View Single Post
Old 12-10-2014 | 08:38 PM
  #9939  
Globemaster2827
Line Holder
 
Joined: Jun 2014
Posts: 1,306
Likes: 44
Default

Originally Posted by ATCsaidDoWhat
Given you comment, you have no understanding of the retirement plans or of how they are managed. Just as you compare the Teamsters now to the old era and what has happened post DoJ.

If you did, you'd understand how locked down they are on finances and how they have no attachment or access to the retirement plans. In other words, they have no plans to run. Members can vote to join outside, independently run, professionally managed plans. Or you can vote to have a 401 (k). You vote, you decide.

401(k)'s are great until the market hiccups or collapses. A defined plan takes the money, invests it and then when you retire, takes it and buys an annuity in your name and controlled by you that pays a nice dividend monthly, never touching your principal.

Further, given the vesting schedule, it allows you to retire earlier, if you choose, with a full retirement.

A 401 (k) is a nice add on, but not something I'd bet my long term retirement on.
That's great... I want the Teamsters to have nothing to do with my retirement. Period. Their job is to negotiate what I get. Give me American Airlines's retirement plan. If we get any form of a pension or anything that is in any way attached to the Teamsters then I'll have to change jobs so that I can get a retirement.

I'm the son of a financial planner so I do know a little bit about it. My other parent was an airline pilot so I'm fully aware of what allowing others to "manage" your retirement leads to.

Your understanding of how a retirement (401K, Roth IRA, and emergency fund) should be managed lacks basic understanding of how it should work. When you're young (like me) the bulk of your money should be invested into equities like mutual funds which may do bad the next year but perform at around 12% over the course of time. As you get older you shift your money to lower risk investments such as bonds that don't crash with the market. If you really lost every thing in the Great Recession then you lost it because you weren't responsible enough to read a book on how to manage your retirement. If you were in your mid to late 50s you should've been almost exclusively in stuff like Bonds which wouldn't have hit you.

Please don't take my advice. Read a book. Talk to an expert. It's important enough to read given that people are naive enough to think that their best option is to let the Teamsters manage their retirement. Letting others manage your retirement will result in them robbing you blind just like what's happened everywhere else recently.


### PROBLEM
Lines holding the word "icon" are the ones to copy from the data below.

Start of RAW DATA

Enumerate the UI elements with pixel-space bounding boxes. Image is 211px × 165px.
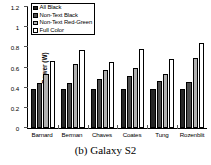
- y-axis-tick-label: 0.2: [11, 104, 19, 111]
- bar: [127, 76, 132, 128]
- x-axis-tick-label: Barnard: [27, 131, 57, 138]
- legend-item-label: Full Color: [40, 28, 64, 34]
- y-axis-tick-label: 1.2: [11, 4, 19, 11]
- bar: [50, 61, 55, 128]
- x-axis-tick-label: Berman: [57, 131, 87, 138]
- y-axis-tick-label: 0.4: [11, 84, 19, 91]
- bar: [79, 50, 84, 128]
- legend-item[interactable]: All Black: [33, 5, 92, 11]
- bar: [91, 89, 96, 128]
- y-axis-tick-label: 0: [16, 125, 19, 132]
- y-axis-tick-label: 1: [16, 24, 19, 31]
- bar: [73, 64, 78, 128]
- bar: [163, 74, 168, 128]
- bar: [37, 83, 42, 128]
- x-axis-tick-label: Chaves: [87, 131, 117, 138]
- figure-galaxy-s2: Power (W) 00.20.40.60.811.2 BarnardBerma…: [0, 0, 211, 165]
- bar: [133, 68, 138, 129]
- x-axis-tick-label: Tung: [147, 131, 177, 138]
- bar: [193, 58, 198, 128]
- bar: [169, 59, 174, 128]
- bar: [180, 89, 185, 128]
- bar-group: [177, 7, 207, 128]
- y-axis-tick-label: 0.6: [11, 64, 19, 71]
- bar: [121, 89, 126, 128]
- legend-item-label: All Black: [40, 5, 62, 11]
- bar-group: [117, 7, 147, 128]
- bar-group: [147, 7, 177, 128]
- bar: [139, 49, 144, 128]
- legend-swatch-icon: [33, 6, 38, 11]
- bar: [67, 83, 72, 128]
- figure-caption: (b) Galaxy S2: [0, 144, 211, 156]
- legend-item-label: Non-Text Red-Green: [40, 20, 93, 26]
- y-axis-tick-label: 0.8: [11, 44, 19, 51]
- bar: [31, 89, 36, 128]
- bar: [186, 82, 191, 128]
- bar: [157, 81, 162, 128]
- bar: [61, 89, 66, 128]
- legend-swatch-icon: [33, 21, 38, 26]
- bar: [109, 62, 114, 128]
- x-axis-tick-label: Coates: [117, 131, 147, 138]
- x-axis-tick-label: Rozenblit: [177, 131, 207, 138]
- legend-item[interactable]: Non-Text Black: [33, 13, 92, 19]
- legend-swatch-icon: [33, 28, 38, 33]
- legend-swatch-icon: [33, 13, 38, 18]
- bar: [150, 89, 155, 128]
- bar: [97, 79, 102, 128]
- bar: [199, 43, 204, 128]
- x-axis-labels: BarnardBermanChavesCoatesTungRozenblit: [27, 131, 207, 138]
- legend-item-label: Non-Text Black: [40, 13, 78, 19]
- legend-item[interactable]: Full Color: [33, 28, 92, 34]
- bar: [43, 74, 48, 128]
- bar: [103, 70, 108, 128]
- legend: All BlackNon-Text BlackNon-Text Red-Gree…: [31, 3, 95, 35]
- legend-item[interactable]: Non-Text Red-Green: [33, 20, 92, 26]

End of RAW DATA

### EXERCISE ANSWER
- legend-swatch-icon: [33, 6, 38, 11]
- legend-swatch-icon: [33, 21, 38, 26]
- legend-swatch-icon: [33, 28, 38, 33]
- legend-swatch-icon: [33, 13, 38, 18]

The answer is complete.